Piazza writes that he would have taken $79 million and suggests that the front office leaked that they had offered him $80 million. Then Scully asked Piazza about the deadline in a spring interview.
“He wasn’t happy about it,” Piazza wrote. “And Scully’s voice carried a great deal of authority in Los Angeles.”
He accused the Dodgers and Scully of trying to turn fans against him.
“The way the whole contract drama looked to them—many of whom were taking their cue from Scully—was that, by setting a deadline and insisting on so much money, I was demonstrating a conspicuous lack of loyalty to the ball club,” Piazza wrote. “I understood that.”
Piazza ripped the Dodgers in a 1998 opening day interview with the Los Angeles Times, which should have been no surprise because as the team’s union player rep he had also ripped management just before and through the brutal 1994-95 Major League Baseball strike.
Meanwhile, as the Dogs began the season losing the first four, Scully was ripping Piazza, the catcher wrote. (For what it’s worth, the longtime Voice of the Dodgers denied all of Piazza’s assertions to the Times‘ Bill Shaikin.)
To add insult to insults, when no team had signed Piazza for the 2008 season, he heard through longtime Fullerton resident Lasorda, the godfather of his brother, that the Dodgers might be interested. But the team went on to sign Gary Bennett to back up Russell Martin.
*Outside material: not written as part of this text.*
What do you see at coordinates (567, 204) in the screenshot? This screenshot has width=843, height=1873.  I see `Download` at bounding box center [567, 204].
“Even to the end, 10 years after they’d traded me, the Dodgers were still jerking me around,” Piazza wrote. “If they’d brought in Pudge Rodriguez, sure, I could understand that. But Gary Bennett?”
Piazza retired via email on May 20, 2008.
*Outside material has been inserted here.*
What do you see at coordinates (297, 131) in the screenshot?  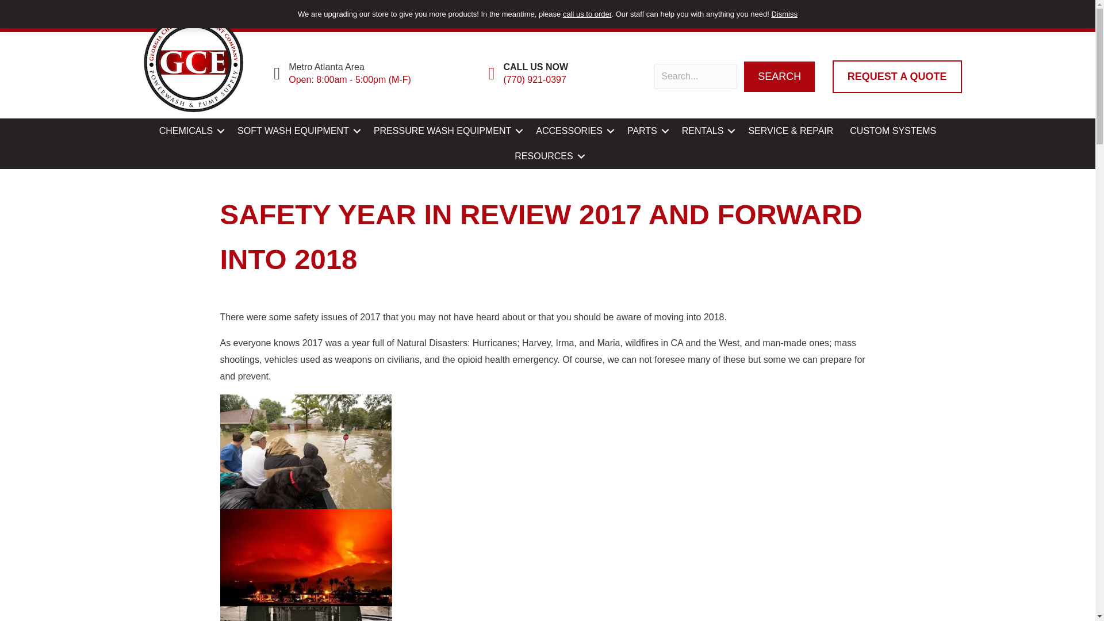 I see `SOFT WASH EQUIPMENT` at bounding box center [297, 131].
So how did he help make me an Angel fan? I vividly recall his last years in LA. Though I was not covering the team, I always sensed management did not appreciate him, especially given his special relationship with Lasorda and special way he broke into the Bigs. I don’t specifically recall Scully having anything to do with this feeling, but I always thought Piazza being the player rep had a lot to do with it. You know, like screw you for siding with the players instead of one of the most storied franchises in sports.
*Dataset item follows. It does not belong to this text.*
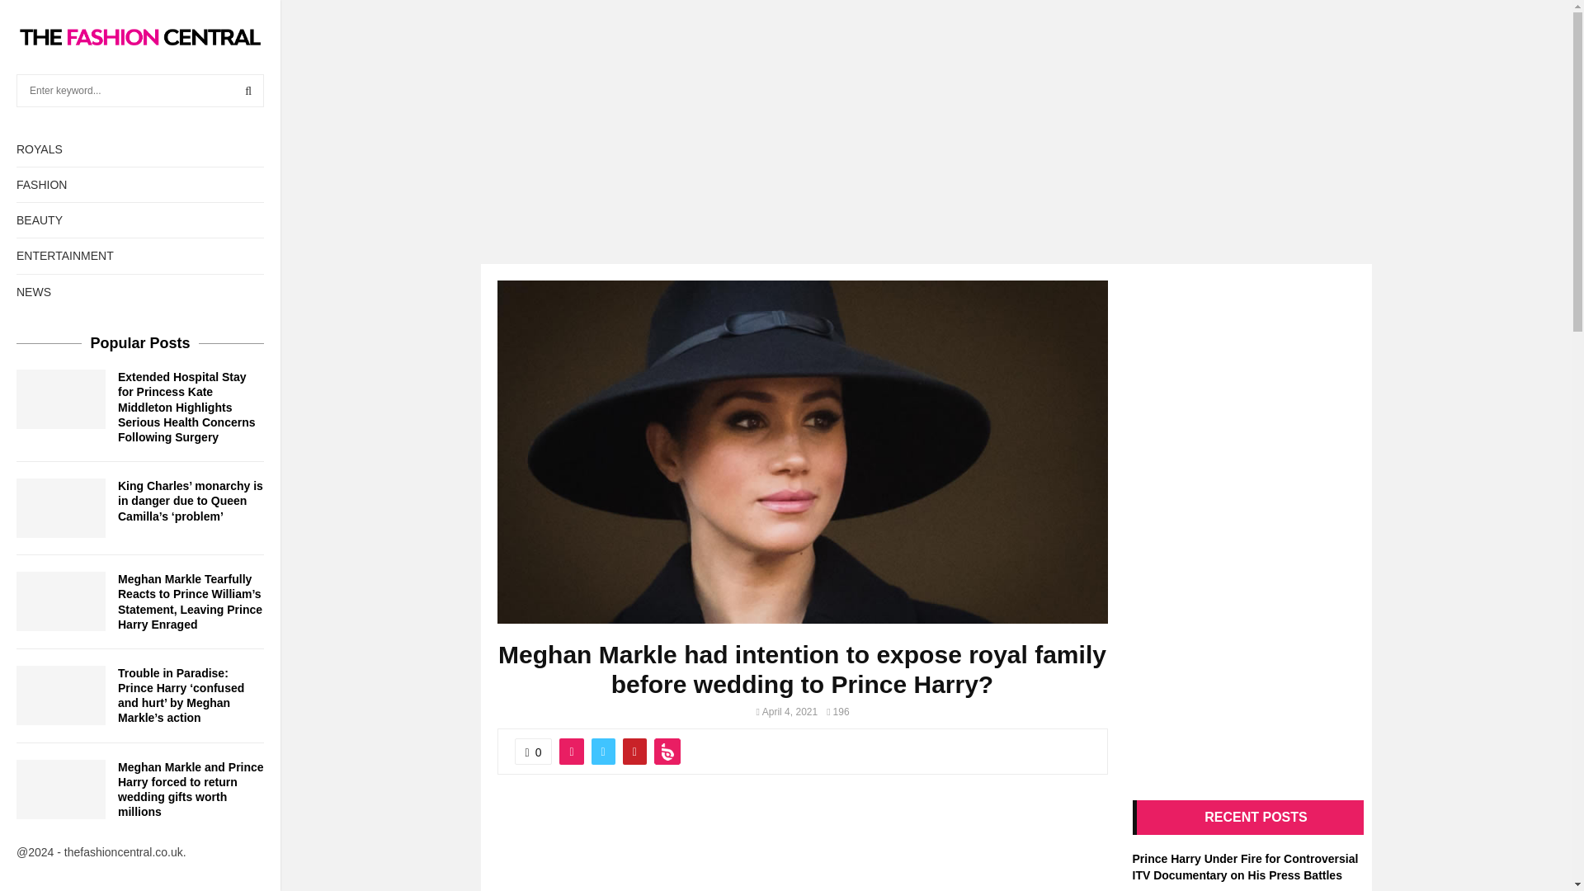 This screenshot has height=891, width=1584. Describe the element at coordinates (248, 90) in the screenshot. I see `SEARCH` at that location.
Anyway, it was a combination of seeing the giant poster of Piazza being removed from Dodger Stadium and the strike a few years earlier and the strike in the ’80s before that and the four strikes within 22 years and Rupert Murdoch’s Fox assuming full ownership from the only Dodgers owners I had known, the O’Malley family, that had me not only swearing off the Dogs but all of professional baseball.
Then, while channel surfing, I caught some games on cable when the Angels were being managed by Terry Collins, who you may know as last year’s National League Manager of the Year, having taken to the World Series none other than the … wait for it … Mets. The Angels under Collins weren’t nearly as great, but they were scrappy, like the young Mike Piazza had been.
Those Angel squads seemed to be building toward something, unlike that freak show in Chavez Ravine. Sadly, the short-fused Collins was mutinied by his own players in the early part of the 1999 season, but the Dodgers in their stupidity let another Lasorda protege (and former catcher) Mike Scioscia leave to become the Angels manager. That made it all the more sweet for me to have already jumped on the bandwagon by then, and the 2002 World Series championship sweeter still.
Hey, when’s the last time the Dodgers won the Series?
Bleeding Angels red is amazing considering how plastic I always considered Angel Stadium and how much I hated the designated hitter rule. Now I love the Disney-fied Big A. The DH? Not so much.
My favorite National League team, especially since the Bryan Stowe incident, is the Giants. In fact, my vintage Willie Mays jersey just arrived via UPS. I’ll wear it inside out during any inter-league games against the Halos, however.
And I’ll be cheering extra loud for Piazza when he is inducted into Cooperstown on July 24. As a Met. As he should.